Getting started with Cepheus-1-108Q on Braket

Customers can build, test, and run quantum programs on Cepheus-1-108Q with the Braket SDK, CUDA-Q, PennyLane, and Qiskit. To run programs on the device, specify the Amazon Resource Name (ARN) in the device definition before running your circuit:

from braket.aws import AwsDevice

device = AwsDevice("arn:aws:braket:us-west-1::device/qpu/rigetti/Cepheus-1-108Q")

You can run a circuit with a few lines of code:

from braket.circuits import Circuit

bell = Circuit().h(0).cnot(control=0, target=1)

result = device.run(bell, shots=1000).result()

Researchers with advanced workloads can also access the Cepheus-1-108Q device at the pulse level using Braket Pulse. Pulse-level control lets you customize the analog control signals applied to qubits, which is useful for studying noise characteristics, developing custom gates, and building error mitigation schemes.

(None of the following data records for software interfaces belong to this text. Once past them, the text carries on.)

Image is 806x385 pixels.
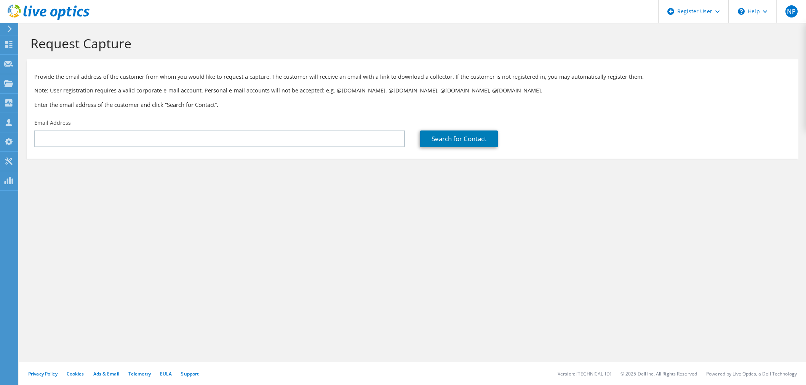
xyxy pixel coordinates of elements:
a: Search for Contact [420,131,498,147]
li: © 2025 Dell Inc. All Rights Reserved [620,371,697,377]
a: Support [181,371,199,377]
a: Ads & Email [93,371,119,377]
p: Provide the email address of the customer from whom you would like to request a capture. The cust... [34,73,790,81]
a: EULA [160,371,172,377]
a: Privacy Policy [28,371,57,377]
span: NP [785,5,797,18]
a: Cookies [67,371,84,377]
svg: \n [738,8,744,15]
h3: Enter the email address of the customer and click “Search for Contact”. [34,101,790,109]
p: Note: User registration requires a valid corporate e-mail account. Personal e-mail accounts will ... [34,86,790,95]
li: Version: [TECHNICAL_ID] [557,371,611,377]
h1: Request Capture [30,35,790,51]
label: Email Address [34,119,71,127]
a: Telemetry [128,371,151,377]
li: Powered by Live Optics, a Dell Technology [706,371,797,377]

Selecting high-fidelity qubits

Superconducting quantum devices exhibit varying performance across qubits and qubit pairs due to fabrication variations and environmental factors. On a 108-qubit system, selecting the highest-fidelity subset of qubits for a given algorithm requires careful analysis of calibration data and layout optimization.

Amazon Braket provides up-to-date calibration data for all qubits and qubit pairs on Cepheus-1-108Q, including single-qubit gate fidelities, two-qubit gate fidelities, and readout errors. Customers can analyze this data to find the qubits that offer the best performance for their specific workloads. The following figure shows an example: a high-fidelity 50-qubit chain selected using a subgraph isomorphism routine applied to the device’s calibration data.

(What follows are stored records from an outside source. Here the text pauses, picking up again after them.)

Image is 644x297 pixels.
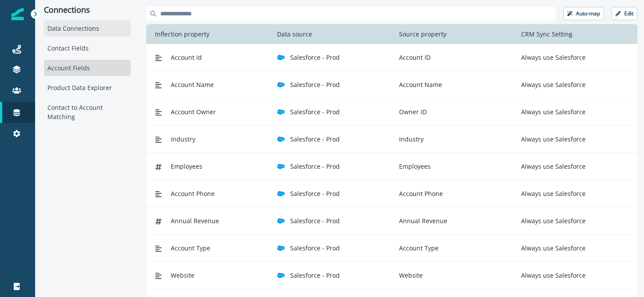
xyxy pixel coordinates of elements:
button: Auto-map [563,7,604,20]
span: Account Type [171,243,210,252]
p: Salesforce - Prod [290,134,340,143]
p: Always use Salesforce [517,189,585,198]
p: Inflection property [152,30,213,39]
p: Salesforce - Prod [290,107,340,116]
img: salesforce [277,244,285,252]
img: salesforce [277,163,285,170]
img: salesforce [277,54,285,61]
img: salesforce [277,108,285,116]
p: Employees [396,162,431,171]
button: Edit [611,7,637,20]
p: Always use Salesforce [517,243,585,252]
p: Salesforce - Prod [290,243,340,252]
span: Employees [171,162,202,171]
span: Annual Revenue [171,216,219,225]
p: Always use Salesforce [517,134,585,143]
img: salesforce [277,272,285,279]
p: Salesforce - Prod [290,162,340,171]
img: salesforce [277,135,285,143]
p: Always use Salesforce [517,216,585,225]
span: Website [171,271,195,279]
p: Account Type [396,243,438,252]
div: Account Fields [44,60,131,76]
p: Salesforce - Prod [290,53,340,62]
p: Edit [624,10,634,17]
p: Salesforce - Prod [290,80,340,89]
img: salesforce [277,81,285,88]
p: Always use Salesforce [517,107,585,116]
img: Inflection [11,7,23,20]
p: Auto-map [576,10,600,17]
p: Always use Salesforce [517,53,585,62]
p: Annual Revenue [396,216,448,225]
p: Data source [274,30,315,39]
span: Account Name [171,80,214,89]
div: Product Data Explorer [44,79,131,96]
img: salesforce [277,217,285,225]
p: Account Phone [396,189,443,198]
div: Contact Fields [44,40,131,56]
p: Source property [396,30,450,39]
p: Always use Salesforce [517,271,585,279]
img: salesforce [277,190,285,197]
p: Always use Salesforce [517,80,585,89]
p: Website [396,271,423,279]
p: CRM Sync Setting [517,30,576,39]
p: Salesforce - Prod [290,271,340,279]
span: Industry [171,134,195,143]
p: Always use Salesforce [517,162,585,171]
p: Account ID [396,53,431,62]
p: Owner ID [396,107,427,116]
div: Data Connections [44,20,131,36]
span: Account Phone [171,189,215,198]
p: Account Name [396,80,442,89]
span: Account Owner [171,107,216,116]
span: Account Id [171,53,202,62]
p: Connections [44,6,131,15]
p: Industry [396,134,423,143]
p: Salesforce - Prod [290,189,340,198]
p: Salesforce - Prod [290,216,340,225]
div: Contact to Account Matching [44,100,131,125]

Figure 4: A selected high-fidelity 50-qubit chain on Cepheus-1-108Q. The node and edge color from dark green to yellow denotes decreasing, corresponding with CZ errors on edges and readout errors on each qubit.

Figure 4: A selected high-fidelity 50-qubit chain on Cepheus-1-108Q. The node and edge color from dark green to yellow denotes decreasing, corresponding with CZ errors on edges and readout errors on each qubit.

By plotting the error distributions for the selected region, we can compare against the median device statistics. The following figure shows that the selected qubits have meaningfully lower error rates than the device median.

Figure 5: Distribution of single-qubit (randomized benchmarking), CZ (interleaved randomized benchmarking), and averaged readout fidelities for the selected 50-qubit region on Cepheus-1-108Q. Vertical dashed lines show median error rates for the full device.

Figure 5: Distribution of single-qubit (randomized benchmarking), CZ (interleaved randomized benchmarking), and averaged readout fidelities for the selected 50-qubit region on Cepheus-1-108Q. Vertical dashed lines show median error rates for the full device.

To get started with qubit selection strategies and circuit optimization techniques, explore the following example notebooks:

Get started today

Visit the Rigetti provider page or the Cepheus-1-108Q device page in the Amazon Braket Management Console to view the device topology, availability windows, and real-time calibration data. To run your own quantum programs on the Cepheus-1-108Q processor, visit our GitHub repository for example notebooks and tutorials. You can run these using a managed Jupyter notebook or from your local development environment.

Researchers at accredited institutions can apply for AWS credits through the AWS Cloud Credits for Research program to support experiments on Amazon Braket.